Inspired by a conversation along the lines of “Why don’t we just write the stupidest song ever?”, the track was in fact one that leaned more ‘embarrassing’ than ‘number one hit’ in the eyes of guitarist Dan Hawkins.

“It was probably Justin, my brother, who came up with the first riff: he and Frankie [Poullain, bassist] were sparring with that ridiculous chorus line very early on,” Hawkins told The Guardian. “I came up with the bridge and the back end of the chorus and tried to put it into some sort of semblance of a song. We took that arrangement into a dingy rehearsal room a few days later.”

“I expected us all to feel embarrassed playing it. But everyone was singing along to the chorus the second time it came around. We looked at each other and thought: “This is it. It’s staying.” I was like: “Oh fuck. It’s staying.”

Frontman Justin Hawkins added, “We didn’t labour over it. We didn’t toil and look for the ultimate riff. I was just following my fingers, really.”

“I think we were sitting at what we used to call the Table of Truth: it was a round wooden table in the flat where Frankie and Dan lived. Things that are cartoonish and ridiculous — that’s my raison d’être. The ridiculous things that the Darkness do are tempered by Dan’s actual good taste. For me to be turned on, it’s got to have something in it that makes him go: “You can’t do that.”

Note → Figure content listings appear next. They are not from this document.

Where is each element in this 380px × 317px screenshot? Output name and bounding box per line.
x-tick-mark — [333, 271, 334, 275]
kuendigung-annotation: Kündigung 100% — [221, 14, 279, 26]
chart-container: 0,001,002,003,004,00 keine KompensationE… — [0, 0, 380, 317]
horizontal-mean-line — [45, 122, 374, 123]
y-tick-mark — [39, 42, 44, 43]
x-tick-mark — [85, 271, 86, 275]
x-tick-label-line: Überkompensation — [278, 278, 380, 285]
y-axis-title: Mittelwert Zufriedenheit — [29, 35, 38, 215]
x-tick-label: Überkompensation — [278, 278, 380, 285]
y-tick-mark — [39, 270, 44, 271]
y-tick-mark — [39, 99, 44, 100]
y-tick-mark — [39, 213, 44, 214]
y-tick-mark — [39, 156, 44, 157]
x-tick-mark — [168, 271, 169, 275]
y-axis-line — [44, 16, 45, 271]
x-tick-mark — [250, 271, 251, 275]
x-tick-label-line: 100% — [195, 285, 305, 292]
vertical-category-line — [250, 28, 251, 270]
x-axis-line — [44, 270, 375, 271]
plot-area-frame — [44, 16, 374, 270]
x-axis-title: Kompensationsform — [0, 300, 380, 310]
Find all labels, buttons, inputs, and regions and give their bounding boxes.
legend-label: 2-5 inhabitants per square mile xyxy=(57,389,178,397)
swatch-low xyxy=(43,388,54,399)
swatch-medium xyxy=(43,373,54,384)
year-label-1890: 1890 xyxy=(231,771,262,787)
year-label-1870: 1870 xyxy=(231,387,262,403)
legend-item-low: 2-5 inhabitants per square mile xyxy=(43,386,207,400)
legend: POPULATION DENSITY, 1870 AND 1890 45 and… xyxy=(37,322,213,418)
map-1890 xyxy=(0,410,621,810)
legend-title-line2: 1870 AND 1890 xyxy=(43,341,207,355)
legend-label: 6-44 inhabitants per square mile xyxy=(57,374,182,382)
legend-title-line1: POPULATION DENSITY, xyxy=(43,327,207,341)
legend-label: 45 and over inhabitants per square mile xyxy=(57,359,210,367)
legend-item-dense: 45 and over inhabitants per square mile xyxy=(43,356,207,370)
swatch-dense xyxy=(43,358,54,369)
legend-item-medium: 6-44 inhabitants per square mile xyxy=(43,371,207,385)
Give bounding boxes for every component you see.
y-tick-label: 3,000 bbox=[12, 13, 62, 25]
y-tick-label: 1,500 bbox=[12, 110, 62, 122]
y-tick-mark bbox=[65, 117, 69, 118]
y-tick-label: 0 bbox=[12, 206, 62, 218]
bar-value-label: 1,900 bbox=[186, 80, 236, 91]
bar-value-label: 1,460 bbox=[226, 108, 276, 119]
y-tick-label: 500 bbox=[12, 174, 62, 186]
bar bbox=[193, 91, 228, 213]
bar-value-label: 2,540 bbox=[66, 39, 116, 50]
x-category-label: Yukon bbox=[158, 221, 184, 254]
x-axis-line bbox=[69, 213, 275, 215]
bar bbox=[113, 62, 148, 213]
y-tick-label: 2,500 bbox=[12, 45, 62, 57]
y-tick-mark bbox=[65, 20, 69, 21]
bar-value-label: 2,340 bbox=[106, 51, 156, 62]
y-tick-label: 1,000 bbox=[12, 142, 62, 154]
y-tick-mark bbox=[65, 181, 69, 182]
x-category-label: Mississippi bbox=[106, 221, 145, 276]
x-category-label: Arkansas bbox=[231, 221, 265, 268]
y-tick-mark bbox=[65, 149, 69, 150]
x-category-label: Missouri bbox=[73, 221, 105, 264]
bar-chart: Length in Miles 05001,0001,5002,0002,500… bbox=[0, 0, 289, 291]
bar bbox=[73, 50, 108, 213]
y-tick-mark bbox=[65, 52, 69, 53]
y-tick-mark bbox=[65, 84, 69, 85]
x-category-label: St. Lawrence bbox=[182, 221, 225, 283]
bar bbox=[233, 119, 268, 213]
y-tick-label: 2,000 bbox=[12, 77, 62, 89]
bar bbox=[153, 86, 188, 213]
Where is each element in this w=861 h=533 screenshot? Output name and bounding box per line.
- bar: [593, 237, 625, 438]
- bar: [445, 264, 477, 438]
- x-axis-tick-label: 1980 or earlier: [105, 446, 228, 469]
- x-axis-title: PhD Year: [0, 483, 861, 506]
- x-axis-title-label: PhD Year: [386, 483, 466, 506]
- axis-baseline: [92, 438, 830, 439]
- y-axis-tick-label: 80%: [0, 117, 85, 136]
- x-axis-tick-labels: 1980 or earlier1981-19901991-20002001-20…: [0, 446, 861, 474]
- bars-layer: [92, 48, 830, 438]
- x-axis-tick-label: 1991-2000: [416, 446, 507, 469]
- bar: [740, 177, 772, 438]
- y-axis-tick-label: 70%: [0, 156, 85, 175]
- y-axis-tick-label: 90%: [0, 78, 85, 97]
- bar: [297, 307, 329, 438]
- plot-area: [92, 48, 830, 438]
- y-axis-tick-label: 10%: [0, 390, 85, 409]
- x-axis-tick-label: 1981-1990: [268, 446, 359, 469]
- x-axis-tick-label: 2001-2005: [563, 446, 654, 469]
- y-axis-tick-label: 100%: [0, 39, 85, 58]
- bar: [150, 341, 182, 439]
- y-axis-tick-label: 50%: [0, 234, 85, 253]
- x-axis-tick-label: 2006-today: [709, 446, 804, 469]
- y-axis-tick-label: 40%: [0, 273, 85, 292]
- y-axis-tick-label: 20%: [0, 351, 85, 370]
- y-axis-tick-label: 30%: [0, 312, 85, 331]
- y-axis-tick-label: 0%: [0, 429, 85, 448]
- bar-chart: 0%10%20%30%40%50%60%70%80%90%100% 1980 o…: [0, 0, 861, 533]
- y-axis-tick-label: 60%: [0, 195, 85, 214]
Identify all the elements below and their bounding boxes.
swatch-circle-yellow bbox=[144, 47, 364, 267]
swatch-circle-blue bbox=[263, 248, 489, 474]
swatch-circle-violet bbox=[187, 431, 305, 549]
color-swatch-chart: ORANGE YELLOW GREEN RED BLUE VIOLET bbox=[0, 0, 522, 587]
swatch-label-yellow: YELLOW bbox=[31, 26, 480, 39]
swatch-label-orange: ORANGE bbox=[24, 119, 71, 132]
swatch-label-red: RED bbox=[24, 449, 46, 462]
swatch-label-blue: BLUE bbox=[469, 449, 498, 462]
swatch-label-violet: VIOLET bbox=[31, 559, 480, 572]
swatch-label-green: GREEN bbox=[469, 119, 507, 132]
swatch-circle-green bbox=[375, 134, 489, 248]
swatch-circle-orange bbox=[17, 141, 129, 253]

The rocker also recalled being on a “pathological quest to put ‘love’ in every single song”, a topic he claimed bands were afraid to talk about: “The huge songs, the ones that really get you in the heart, they’re actually talking about it and they’re using the word ‘love’,” he said.

“I remember when we rehearsed the song, our manager came down and just said: ‘That’s a hit, that is.’ This was news to us. We recorded it in 2001 — the lead vocal was recorded on 11 September, the day of the 9/11 attacks. We played it with Robbie Williams at Knebworth a few summers later. It really was like: “Shit! Now we’re famous.”